Late Wuchiapingian (Late Dzhulfian, early Late Permian) limestone olistolites within the Tertiary flysch of Glypia Unit (Mount Parnon, central–eastern Peloponnesus, Greece)

2002 ◽  
Vol 334 (12) ◽  
pp. 925-931 ◽  
Author(s):  
Emmanuel Skourtsos ◽  
Daniel Vachard ◽  
Alexandra Zambetakis-Lekkas ◽  
Rossana Martini ◽  
Louisette Zaninetti
1993 ◽  
Vol 5 (4) ◽  
pp. 409-410 ◽  
Author(s):  
J. A. Webb ◽  
C. R. Fielding

The East Antarctic Craton contains only one substantial outcrop of Palaeozoic–Mesozoic strata between 0° and 150°E; this lies in Mac. Robertson Land, on the eastern margin of the northern Prince Charles Mountains. These rocks are known as the Amery Group (Mond 1972, McKelvey & Stephenson 1990) and comprise dominantly fluviatile sandstones, with subordinate shales, coals and conglomerates. The lower formations of the Amery Group, the Radok Conglomerate and Bainmedart Coal Measures, contain a diverse Stage 5 palynomorph assemblage indicating a Baigendzhinian–Tatarian age (late Early–Late Permian, hereafter abbreviated as mid–Late Permian; Dibner 1978).


1989 ◽  
Vol 37 ◽  
pp. 205-211
Author(s):  
Lars Stemmerik ◽  
Mordeckai Magaritz

Isotope data from Late Palaeozoic limestones of the Wandel Sea Basin in eastern North Greenland show a variation of b13C from 0.0 %o to 5.7 %o vs PDB. Carbonates depleted in 13C occur in the basal part of lower Moscovian, upper Moscovian and middle Gzhelian transgressive sequences. 13C enriched limestones occur later in the cycles. The most 13C enriched limestones occur in the youngest (late Early Permian-early Late Permian) part of the sequence in Amdrup Land. The isotopic data is believed to represent changes in the global carbon cycle. Thus 13C enriched carbonates correlate to periods of burial of organic carbon mostly as coal, while 13C depleted carbonates formed as the result of erosion and oxidation of organic carbon during sea-level low stands.


2018 ◽  
Vol 58 ◽  
pp. 58-70 ◽  
Author(s):  
Borhan Bagherpour ◽  
Hugo Bucher ◽  
Elke Schneebeli-Hermann ◽  
Torsten Vennemann ◽  
Massimo Chiaradia ◽  
...  

2007 ◽  
Vol 252 (1-2) ◽  
pp. 239-258 ◽  
Author(s):  
Wan Yang ◽  
Yiqun Liu ◽  
Qiao Feng ◽  
Jinyan Lin ◽  
Dingwu Zhou ◽  
...  

2015 ◽  
Vol 424 ◽  
pp. 140-147 ◽  
Author(s):  
Haijun Song ◽  
Paul B. Wignall ◽  
Jinnan Tong ◽  
Huyue Song ◽  
Jing Chen ◽  
...  

2012 ◽  
Vol 279 (1736) ◽  
pp. 2180-2187 ◽  
Author(s):  
Roland B. Sookias ◽  
Richard J. Butler ◽  
Roger B. J. Benson

A major macroevolutionary question concerns how long-term patterns of body-size evolution are underpinned by smaller scale processes along lineages. One outstanding long-term transition is the replacement of basal therapsids (stem-group mammals) by archosauromorphs, including dinosaurs, as the dominant large-bodied terrestrial fauna during the Triassic (approx. 252–201 million years ago). This landmark event preceded more than 150 million years of archosauromorph dominance. We analyse a new body-size dataset of more than 400 therapsid and archosauromorph species spanning the Late Permian–Middle Jurassic. Maximum-likelihood analyses indicate that Cope's rule (an active within-lineage trend of body-size increase) is extremely rare, despite conspicuous patterns of body-size turnover, and contrary to proposals that Cope's rule is central to vertebrate evolution. Instead, passive processes predominate in taxonomically and ecomorphologically more inclusive clades, with stasis common in less inclusive clades. Body-size limits are clade-dependent, suggesting intrinsic, biological factors are more important than the external environment. This clade-dependence is exemplified by maximum size of Middle–early Late Triassic archosauromorph predators exceeding that of contemporary herbivores, breaking a widely-accepted ‘rule’ that herbivore maximum size greatly exceeds carnivore maximum size. Archosauromorph and dinosaur dominance occurred via opportunistic replacement of therapsids following extinction, but were facilitated by higher archosauromorph growth rates.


TASK DESCRIPTION: Pick out the lines below that include the string "America".

RECORDS TO PROCESS:
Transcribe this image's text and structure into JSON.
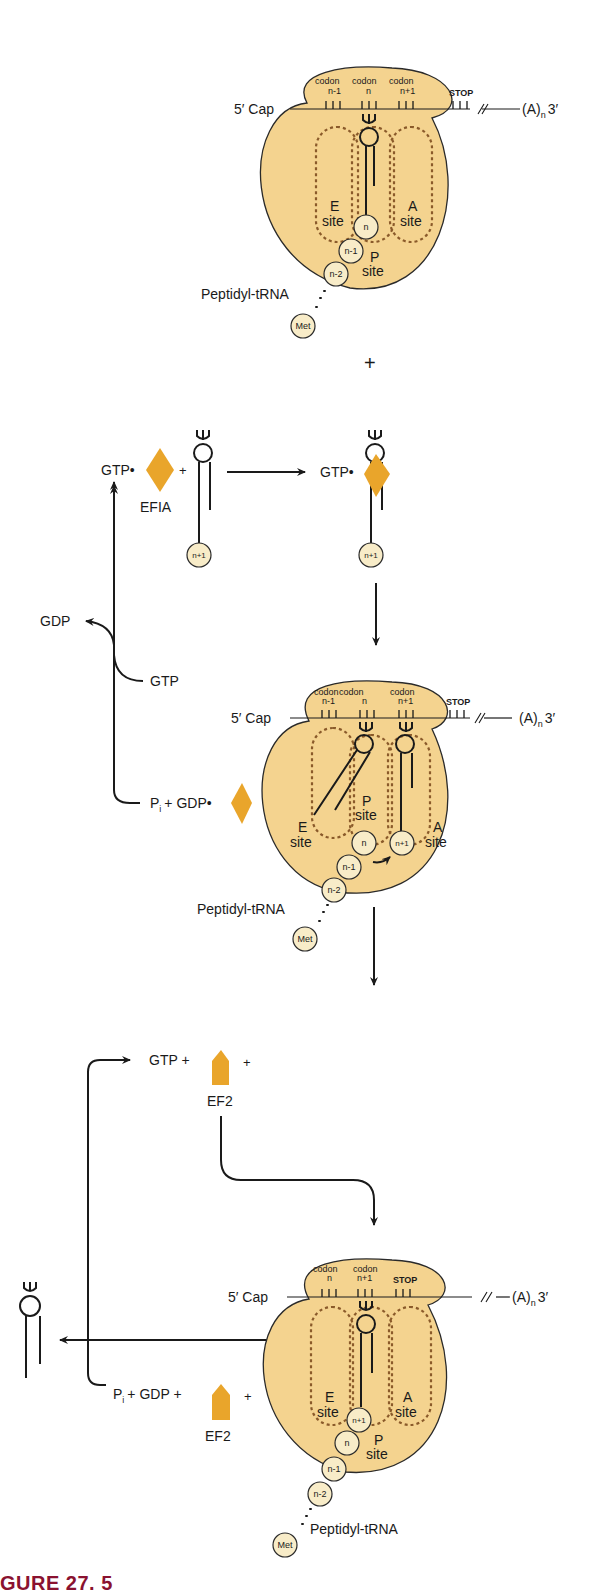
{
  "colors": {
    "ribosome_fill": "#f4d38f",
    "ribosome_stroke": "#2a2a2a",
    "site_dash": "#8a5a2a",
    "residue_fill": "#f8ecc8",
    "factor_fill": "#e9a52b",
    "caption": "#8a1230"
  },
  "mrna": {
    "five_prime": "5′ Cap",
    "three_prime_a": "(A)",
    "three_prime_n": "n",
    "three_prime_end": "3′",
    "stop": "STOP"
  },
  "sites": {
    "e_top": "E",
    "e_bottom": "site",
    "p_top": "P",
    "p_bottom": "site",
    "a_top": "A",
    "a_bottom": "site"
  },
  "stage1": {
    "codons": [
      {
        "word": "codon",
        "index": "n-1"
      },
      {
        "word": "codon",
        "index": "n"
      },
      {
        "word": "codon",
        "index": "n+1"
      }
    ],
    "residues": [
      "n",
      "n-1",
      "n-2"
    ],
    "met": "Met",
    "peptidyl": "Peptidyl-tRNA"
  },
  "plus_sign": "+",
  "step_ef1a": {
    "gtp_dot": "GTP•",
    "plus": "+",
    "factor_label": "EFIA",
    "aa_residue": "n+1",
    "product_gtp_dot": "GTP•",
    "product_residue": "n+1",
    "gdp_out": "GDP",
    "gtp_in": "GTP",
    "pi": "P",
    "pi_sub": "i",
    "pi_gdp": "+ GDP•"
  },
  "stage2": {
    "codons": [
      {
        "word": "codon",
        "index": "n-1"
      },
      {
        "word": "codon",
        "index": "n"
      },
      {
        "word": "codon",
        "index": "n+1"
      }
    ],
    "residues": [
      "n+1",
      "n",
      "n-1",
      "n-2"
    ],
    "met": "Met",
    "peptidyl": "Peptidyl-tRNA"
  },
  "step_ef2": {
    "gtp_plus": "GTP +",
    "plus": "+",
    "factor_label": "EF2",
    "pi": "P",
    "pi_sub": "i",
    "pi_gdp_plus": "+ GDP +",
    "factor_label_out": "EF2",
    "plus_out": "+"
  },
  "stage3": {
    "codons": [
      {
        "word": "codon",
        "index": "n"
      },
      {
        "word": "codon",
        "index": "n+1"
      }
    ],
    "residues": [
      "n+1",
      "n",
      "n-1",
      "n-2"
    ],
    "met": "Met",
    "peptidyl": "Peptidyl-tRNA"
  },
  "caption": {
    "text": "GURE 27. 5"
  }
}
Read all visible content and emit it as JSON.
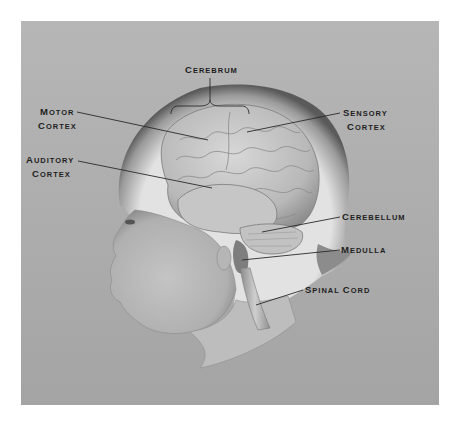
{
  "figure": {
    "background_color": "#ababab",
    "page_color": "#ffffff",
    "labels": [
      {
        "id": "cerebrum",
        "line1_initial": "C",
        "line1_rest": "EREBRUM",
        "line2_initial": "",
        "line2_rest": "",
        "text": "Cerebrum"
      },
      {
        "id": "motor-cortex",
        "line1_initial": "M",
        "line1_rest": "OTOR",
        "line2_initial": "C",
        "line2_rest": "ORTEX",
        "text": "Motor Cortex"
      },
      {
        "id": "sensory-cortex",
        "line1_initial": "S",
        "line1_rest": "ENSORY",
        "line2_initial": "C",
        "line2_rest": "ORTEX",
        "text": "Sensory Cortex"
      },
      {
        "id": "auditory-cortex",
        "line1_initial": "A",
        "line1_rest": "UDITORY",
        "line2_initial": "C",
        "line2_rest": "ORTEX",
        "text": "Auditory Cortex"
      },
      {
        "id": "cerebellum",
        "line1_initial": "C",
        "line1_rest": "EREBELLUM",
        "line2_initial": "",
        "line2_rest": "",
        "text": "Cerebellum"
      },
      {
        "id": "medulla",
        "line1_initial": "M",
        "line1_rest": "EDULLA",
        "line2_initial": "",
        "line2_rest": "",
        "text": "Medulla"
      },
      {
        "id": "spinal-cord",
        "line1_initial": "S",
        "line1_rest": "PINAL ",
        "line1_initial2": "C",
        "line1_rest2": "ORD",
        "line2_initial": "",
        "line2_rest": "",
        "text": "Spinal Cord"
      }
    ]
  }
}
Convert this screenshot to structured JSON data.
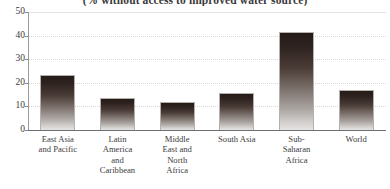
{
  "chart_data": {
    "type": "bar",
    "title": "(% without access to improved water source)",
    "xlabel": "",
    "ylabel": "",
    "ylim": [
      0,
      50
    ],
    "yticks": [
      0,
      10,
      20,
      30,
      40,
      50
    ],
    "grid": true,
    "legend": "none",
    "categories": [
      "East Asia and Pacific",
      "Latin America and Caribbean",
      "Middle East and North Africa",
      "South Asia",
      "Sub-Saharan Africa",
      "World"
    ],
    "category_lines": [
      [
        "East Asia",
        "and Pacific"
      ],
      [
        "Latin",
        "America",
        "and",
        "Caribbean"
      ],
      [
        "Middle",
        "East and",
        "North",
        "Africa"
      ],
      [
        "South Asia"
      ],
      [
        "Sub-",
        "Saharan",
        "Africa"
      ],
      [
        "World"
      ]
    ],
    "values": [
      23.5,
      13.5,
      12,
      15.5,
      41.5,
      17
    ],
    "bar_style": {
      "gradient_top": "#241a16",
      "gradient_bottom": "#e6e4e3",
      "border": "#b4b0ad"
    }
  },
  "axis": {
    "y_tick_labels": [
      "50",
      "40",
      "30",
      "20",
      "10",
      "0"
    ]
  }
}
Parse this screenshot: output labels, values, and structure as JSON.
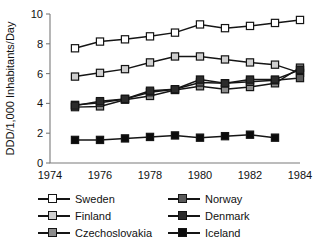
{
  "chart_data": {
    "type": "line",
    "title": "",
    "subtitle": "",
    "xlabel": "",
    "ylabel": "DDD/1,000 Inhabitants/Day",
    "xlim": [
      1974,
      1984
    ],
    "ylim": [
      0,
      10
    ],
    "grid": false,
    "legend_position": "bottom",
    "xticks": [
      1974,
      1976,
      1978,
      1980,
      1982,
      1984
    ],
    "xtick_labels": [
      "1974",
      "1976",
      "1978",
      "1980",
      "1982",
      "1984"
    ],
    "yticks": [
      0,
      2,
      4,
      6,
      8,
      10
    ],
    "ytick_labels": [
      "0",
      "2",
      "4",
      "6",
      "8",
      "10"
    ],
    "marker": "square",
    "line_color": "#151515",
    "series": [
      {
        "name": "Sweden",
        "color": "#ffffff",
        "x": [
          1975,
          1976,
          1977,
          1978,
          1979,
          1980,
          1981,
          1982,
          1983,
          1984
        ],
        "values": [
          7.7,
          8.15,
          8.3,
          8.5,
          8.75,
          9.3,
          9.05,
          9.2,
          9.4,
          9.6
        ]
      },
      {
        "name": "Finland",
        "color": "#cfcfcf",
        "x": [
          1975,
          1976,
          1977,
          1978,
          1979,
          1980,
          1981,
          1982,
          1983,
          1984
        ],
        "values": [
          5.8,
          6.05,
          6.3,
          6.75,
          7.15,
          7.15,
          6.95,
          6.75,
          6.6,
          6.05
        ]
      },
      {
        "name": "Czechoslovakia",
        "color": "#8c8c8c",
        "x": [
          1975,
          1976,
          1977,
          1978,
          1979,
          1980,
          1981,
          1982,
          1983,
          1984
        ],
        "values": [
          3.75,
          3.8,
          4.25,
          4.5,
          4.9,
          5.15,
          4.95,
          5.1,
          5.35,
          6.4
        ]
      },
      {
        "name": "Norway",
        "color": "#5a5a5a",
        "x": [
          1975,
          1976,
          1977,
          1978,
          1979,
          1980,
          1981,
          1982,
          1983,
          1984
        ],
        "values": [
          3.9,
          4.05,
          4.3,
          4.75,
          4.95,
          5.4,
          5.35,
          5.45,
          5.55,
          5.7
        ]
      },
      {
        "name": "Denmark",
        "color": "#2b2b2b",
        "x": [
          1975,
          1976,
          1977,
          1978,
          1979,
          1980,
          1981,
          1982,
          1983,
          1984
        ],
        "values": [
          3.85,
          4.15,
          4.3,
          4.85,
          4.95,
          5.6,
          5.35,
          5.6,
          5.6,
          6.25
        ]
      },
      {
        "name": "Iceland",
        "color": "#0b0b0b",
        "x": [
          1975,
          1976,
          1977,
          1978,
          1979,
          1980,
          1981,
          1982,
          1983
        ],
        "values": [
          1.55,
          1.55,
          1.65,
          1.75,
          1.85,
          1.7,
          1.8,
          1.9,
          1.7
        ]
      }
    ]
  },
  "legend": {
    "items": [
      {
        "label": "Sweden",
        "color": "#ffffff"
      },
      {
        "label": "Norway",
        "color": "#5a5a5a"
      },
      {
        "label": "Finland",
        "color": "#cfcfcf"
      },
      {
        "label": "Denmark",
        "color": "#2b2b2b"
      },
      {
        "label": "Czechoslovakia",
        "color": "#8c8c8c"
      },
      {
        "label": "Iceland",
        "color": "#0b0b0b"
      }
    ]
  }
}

RESPONSE TO THIS TASK:
      "Latin America and Caribbean",
        "America",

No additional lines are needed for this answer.